Peer Review: predatory journals (Introduction)

by David Turell @, Monday, March 11, 2019, 00:37 (1872 days ago) @ David Turell

It is important for scientists to get published. Unfortunately there are journals that invite authors to publish with them posing as authentic peer-reviewed publications:

https://cosmosmagazine.com/society/paper-tigers-when-scientists-hoax-publishers

"“Predatory journals” pretend to be high quality peer-reviewed journals, when they’re really just scams out to make money. It can be difficult to tell the difference between real and predatory journals, however, and many academics have been tricked. But sometime the tables are turned.

"Gary Lewis, a senior lecturer in psychology from Royal Holloway University in London, decided to prank a predatory journal that emailed him out of the blue. He concocted an utterly mad paper about British politicians and the hand they used to wipe their behinds. It argued that conservative, or right wing, politicians would wipe with their left hand, and left wing, or progressive, politicians would wipe with their right.

"He described himself as a researcher from the Institute of Interdisciplinary Political and Faecal Science and told the publishers, Crimson Publishing, that the paper had been peer reviewed by Dr I P Daly. Unbelievably, Testing inter-hemispheric social priming theory in a sample of professional politicians – a brief report was published in full.

***

"When Christoph Bartneck, an industrial designer who works on the interaction of humans and computers and robots at the University of Canterbury in New Zealand, received an email asking if he’d like to submit a paper to the International Conference on Atomic and Nuclear Physics, he smelled a rat – and decided to do so.

"He knew nothing about physics, so he let the autocomplete function of his Apple devices do the work for him. He started sentences using words like nuclear or atomic and let the iOS software complete them. Obviously, it made no sense whatsoever: even the title was crazy – Atomic Energy will have been made available to a single source. What?

"The first line of the paper is awesome: “Atomic Physics and I shall not have the same problem with a separate section for a very long long way.”

"Nonetheless, within three hours the paper had been accepted and Bartneck was asked for $1099. He didn’t pay.

***

"Another MedCrave publication – International Journal of Molecular Biology: Open Access – also got pranked. The psychology blogger known only as Neuroskeptic submitted an article about the midichlorians found in each cell that help people connect to the Force. If that sounds familiar, it’s because it’s straight from the Star Wars prequel movies.

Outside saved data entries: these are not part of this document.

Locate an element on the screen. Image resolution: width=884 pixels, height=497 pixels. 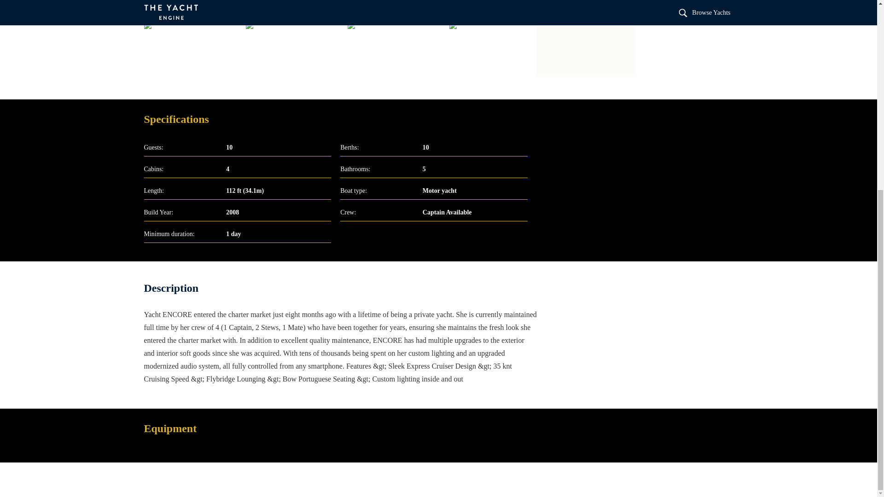
 The Yacht Engine is located at coordinates (191, 49).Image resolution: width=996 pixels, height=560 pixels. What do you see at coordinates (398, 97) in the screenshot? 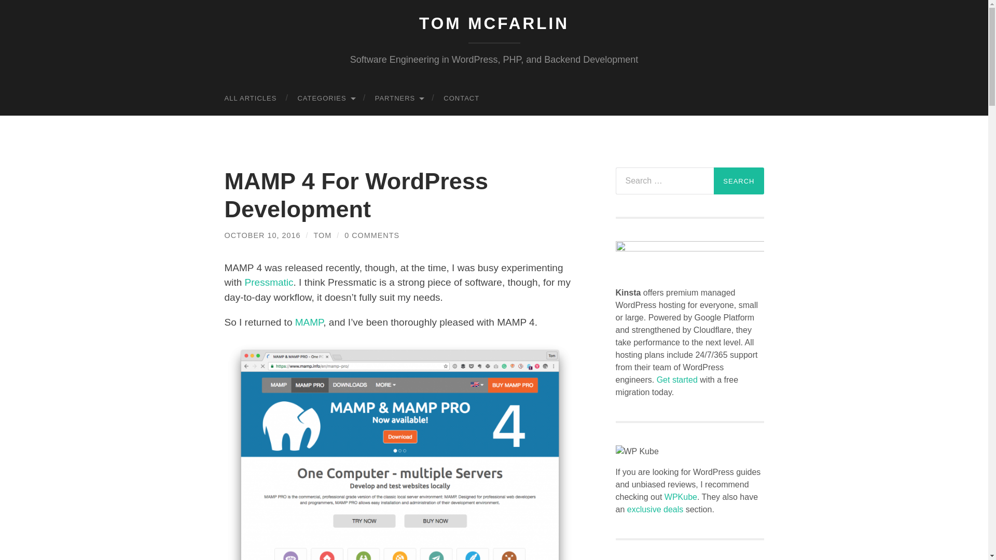
I see `PARTNERS` at bounding box center [398, 97].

"It’s completely full of nonsensical Star Wars references and is basically plagiarised from the Wikipedia page on mitochondria, the small, very real organelles found in each cell of our bodies. Even worse, he admitted to doing this in the paper itself. They still published it.

***

"This is my favourite. In 2005, computer science professors Eddie Kohler from Harvard University and David Mazières from Stanford University, both in the US, became so sick and tired of predatory journals and conferences spamming their inbox that they put together a 10-page fake article that they would automatically send off to any predators that emailed them.
The result is a simple as it is naughty. The entire article, including the graphs and flow charts, is made up of only seven words: “Get me off your f@#king mailing list”. Computer scientists found it so funny that it spread far and wide.

"Things begin to get really hilarious when Peter Vamplew, an associate professor in IT at Federation University Australia, sent off Kohler and Mazières’ original paper to the International Journal of Advanced Computer Technology.

"The predatory journal had emailed him with an invitation to submit a paper, and immediately accepted it for publication. I think we can guess that it isn’t peer-reviewed."

Comment: It is nice to have lighter articles to chuckle over. Money is the source of all evil. With my background, medical research articles and books published, for several years, out of the blue, I received invitations to "important" foreign conferences, all of which I ignored.